Re: [PATCH v12 09/11] pvqspinlock, x86: Add para-virtualization support

From: Waiman Long
Date: Mon Oct 27 2014 - 13:38:38 EST


On 10/24/2014 04:54 AM, Peter Zijlstra wrote:
On Thu, Oct 16, 2014 at 02:10:38PM -0400, Waiman Long wrote:

Since enabling paravirt spinlock will disable unlock function inlining,
a jump label can be added to the unlock function without adding patch
sites all over the kernel.
But you don't have to. My patches allowed for the inline to remain,
again reducing the overhead of enabling PV spinlocks while running on a
real machine.

Look at:

http://lkml.kernel.org/r/20140615130154.213923590@xxxxxxxxx

In particular this hunk:

Index: linux-2.6/arch/x86/kernel/paravirt_patch_64.c
===================================================================
--- linux-2.6.orig/arch/x86/kernel/paravirt_patch_64.c
+++ linux-2.6/arch/x86/kernel/paravirt_patch_64.c
@@ -22,6 +22,10 @@ DEF_NATIVE(pv_cpu_ops, swapgs, "swapgs")
DEF_NATIVE(, mov32, "mov %edi, %eax");
DEF_NATIVE(, mov64, "mov %rdi, %rax");

+#if defined(CONFIG_PARAVIRT_SPINLOCKS)&& defined(CONFIG_QUEUE_SPINLOCK)
+DEF_NATIVE(pv_lock_ops, queue_unlock, "movb $0, (%rdi)");
+#endif
+
unsigned paravirt_patch_ident_32(void *insnbuf, unsigned len)
{
return paravirt_patch_insns(insnbuf, len,
@@ -61,6 +65,9 @@ unsigned native_patch(u8 type, u16 clobb
PATCH_SITE(pv_cpu_ops, clts);
PATCH_SITE(pv_mmu_ops, flush_tlb_single);
PATCH_SITE(pv_cpu_ops, wbinvd);
+#if defined(CONFIG_PARAVIRT_SPINLOCKS)&& defined(CONFIG_QUEUE_SPINLOCK)
+ PATCH_SITE(pv_lock_ops, queue_unlock);
+#endif

patch_site:
ret = paravirt_patch_insns(ibuf, len, start, end);


That makes sure to overwrite the callee-saved call to the
pv_lock_ops::queue_unlock with the immediate asm "movb $0, (%rdi)".


Therefore you can retain the inlined unlock with hardly (there might be
some NOP padding) any overhead at all. On PV it reverts to a callee
saved function call.

My concern is that spin_unlock() can be called in many places, including loadable kernel modules. Can the paravirt_patch_ident_32() function able to patch all of them in reasonable time? How about a kernel module loaded later at run time?

So I think we may still need to disable unlock function inlining even if we used your way kernel site patching.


* Exercise prompt *
Search the material below for the string "JSON" and copy each line where it appears.

'''

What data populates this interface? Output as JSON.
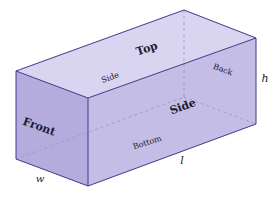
{
  "diagram": {
    "faces": {
      "top": "Top",
      "side_top": "Side",
      "back": "Back",
      "front": "Front",
      "side": "Side",
      "bottom": "Bottom"
    },
    "dimensions": {
      "height": "h",
      "length": "l",
      "width": "w"
    },
    "colors": {
      "top_face": "#d9d5f0",
      "front_face": "#b3acdc",
      "side_face": "#c4bee6",
      "edge": "#3d3a8c",
      "hidden_edge": "#9a93c8"
    }
  }
}
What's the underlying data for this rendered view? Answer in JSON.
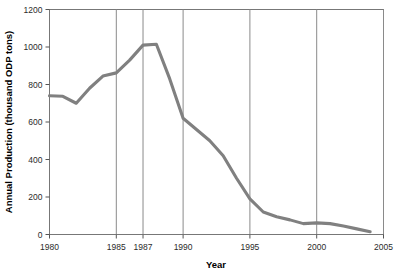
{
  "chart_data": {
    "type": "line",
    "title": "",
    "xlabel": "Year",
    "ylabel": "Annual Production (thousand ODP tons)",
    "xlim": [
      1980,
      2005
    ],
    "ylim": [
      0,
      1200
    ],
    "grid": "vertical gridlines at each labeled x tick",
    "legend": "none",
    "line_color": "#808080",
    "x_ticks": [
      1980,
      1985,
      1987,
      1990,
      1995,
      2000,
      2005
    ],
    "x_tick_labels": [
      "1980",
      "1985",
      "1987",
      "1990",
      "1995",
      "2000",
      "2005"
    ],
    "y_ticks": [
      0,
      200,
      400,
      600,
      800,
      1000,
      1200
    ],
    "y_tick_labels": [
      "0",
      "200",
      "400",
      "600",
      "800",
      "1000",
      "1200"
    ],
    "series": [
      {
        "name": "Annual Production",
        "x": [
          1980,
          1981,
          1982,
          1983,
          1984,
          1985,
          1986,
          1987,
          1988,
          1989,
          1990,
          1991,
          1992,
          1993,
          1994,
          1995,
          1996,
          1997,
          1998,
          1999,
          2000,
          2001,
          2002,
          2003,
          2004
        ],
        "values": [
          740,
          737,
          700,
          780,
          845,
          862,
          930,
          1010,
          1015,
          830,
          620,
          560,
          500,
          420,
          300,
          190,
          120,
          95,
          78,
          58,
          62,
          58,
          45,
          30,
          15
        ]
      }
    ]
  },
  "figure": {
    "axis_color": "#777777",
    "grid_color": "#8a8a8a",
    "text_color": "#2b2b2b",
    "background": "#ffffff"
  }
}
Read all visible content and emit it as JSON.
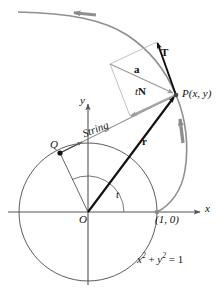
{
  "figure": {
    "kind": "involute-of-circle-diagram",
    "colors": {
      "axis": "#555555",
      "circle": "#4a4a4a",
      "involute_curve": "#808080",
      "string_line": "#777777",
      "parallelogram": "#b0b0b0",
      "vector_dark": "#111111",
      "vector_gray": "#999999",
      "label_text": "#111111",
      "background": "#ffffff"
    },
    "labels": {
      "x_axis": "x",
      "y_axis": "y",
      "origin": "O",
      "point_on_circle": "Q",
      "point_on_involute": "P(x, y)",
      "unit_point": "(1, 0)",
      "circle_equation_base": "x",
      "circle_equation": "x2 + y2 = 1",
      "string": "String",
      "angle": "t",
      "position_vector": "r",
      "tangent_vector": "T",
      "acceleration_vector": "a",
      "normal_vector_t": "t",
      "normal_vector_N": "N"
    },
    "equation_parts": {
      "x_base": "x",
      "x_exp": "2",
      "plus": " + ",
      "y_base": "y",
      "y_exp": "2",
      "equals": " = 1"
    },
    "geometry": {
      "origin_px": "88, 212",
      "unit_circle_radius_px": "69",
      "point_P_px": "176, 95",
      "point_Q_px": "60, 153",
      "unit_point_px": "157, 212",
      "angle_t_degrees": "59"
    }
  }
}
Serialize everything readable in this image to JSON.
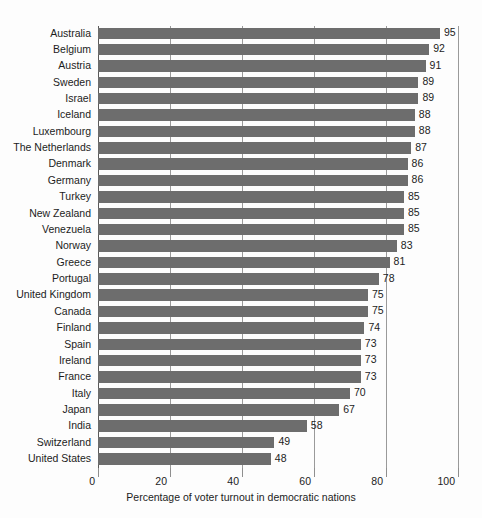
{
  "chart_data": {
    "type": "bar",
    "orientation": "horizontal",
    "title": "",
    "xlabel": "Percentage of voter turnout in democratic nations",
    "ylabel": "",
    "xlim": [
      0,
      100
    ],
    "xticks": [
      0,
      20,
      40,
      60,
      80,
      100
    ],
    "xtick_labels": [
      "0",
      "20",
      "40",
      "60",
      "80",
      "100"
    ],
    "grid": true,
    "legend": false,
    "bar_color": "#6d6d6d",
    "categories": [
      "Australia",
      "Belgium",
      "Austria",
      "Sweden",
      "Israel",
      "Iceland",
      "Luxembourg",
      "The Netherlands",
      "Denmark",
      "Germany",
      "Turkey",
      "New Zealand",
      "Venezuela",
      "Norway",
      "Greece",
      "Portugal",
      "United Kingdom",
      "Canada",
      "Finland",
      "Spain",
      "Ireland",
      "France",
      "Italy",
      "Japan",
      "India",
      "Switzerland",
      "United States"
    ],
    "values": [
      95,
      92,
      91,
      89,
      89,
      88,
      88,
      87,
      86,
      86,
      85,
      85,
      85,
      83,
      81,
      78,
      75,
      75,
      74,
      73,
      73,
      73,
      70,
      67,
      58,
      49,
      48
    ],
    "value_labels": [
      "95",
      "92",
      "91",
      "89",
      "89",
      "88",
      "88",
      "87",
      "86",
      "86",
      "85",
      "85",
      "85",
      "83",
      "81",
      "78",
      "75",
      "75",
      "74",
      "73",
      "73",
      "73",
      "70",
      "67",
      "58",
      "49",
      "48"
    ]
  }
}
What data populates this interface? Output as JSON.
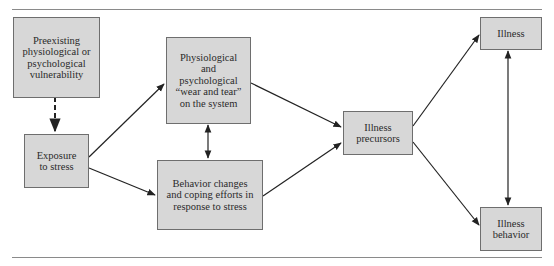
{
  "diagram": {
    "nodes": {
      "vulnerability": "Preexisting physiological or psychological vulnerability",
      "exposure": "Exposure to stress",
      "wear_tear": "Physiological and psychological “wear and tear” on the system",
      "behavior_changes": "Behavior changes and coping efforts in response to stress",
      "precursors": "Illness precursors",
      "illness": "Illness",
      "illness_behavior": "Illness behavior"
    },
    "edges": [
      {
        "from": "vulnerability",
        "to": "exposure",
        "style": "dashed"
      },
      {
        "from": "exposure",
        "to": "wear_tear",
        "style": "solid"
      },
      {
        "from": "exposure",
        "to": "behavior_changes",
        "style": "solid"
      },
      {
        "from": "wear_tear",
        "to": "behavior_changes",
        "style": "bidirectional"
      },
      {
        "from": "wear_tear",
        "to": "precursors",
        "style": "solid"
      },
      {
        "from": "behavior_changes",
        "to": "precursors",
        "style": "solid"
      },
      {
        "from": "precursors",
        "to": "illness",
        "style": "solid"
      },
      {
        "from": "precursors",
        "to": "illness_behavior",
        "style": "solid"
      },
      {
        "from": "illness",
        "to": "illness_behavior",
        "style": "bidirectional"
      }
    ]
  }
}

'''

* Answer box *
What data populates this interface? Output as JSON.
What's the underlying data for this rendered view? Answer in JSON.
Read all visible content and emit it as JSON.
Serialize everything readable in this image to JSON.
What data populates this interface? Output as JSON.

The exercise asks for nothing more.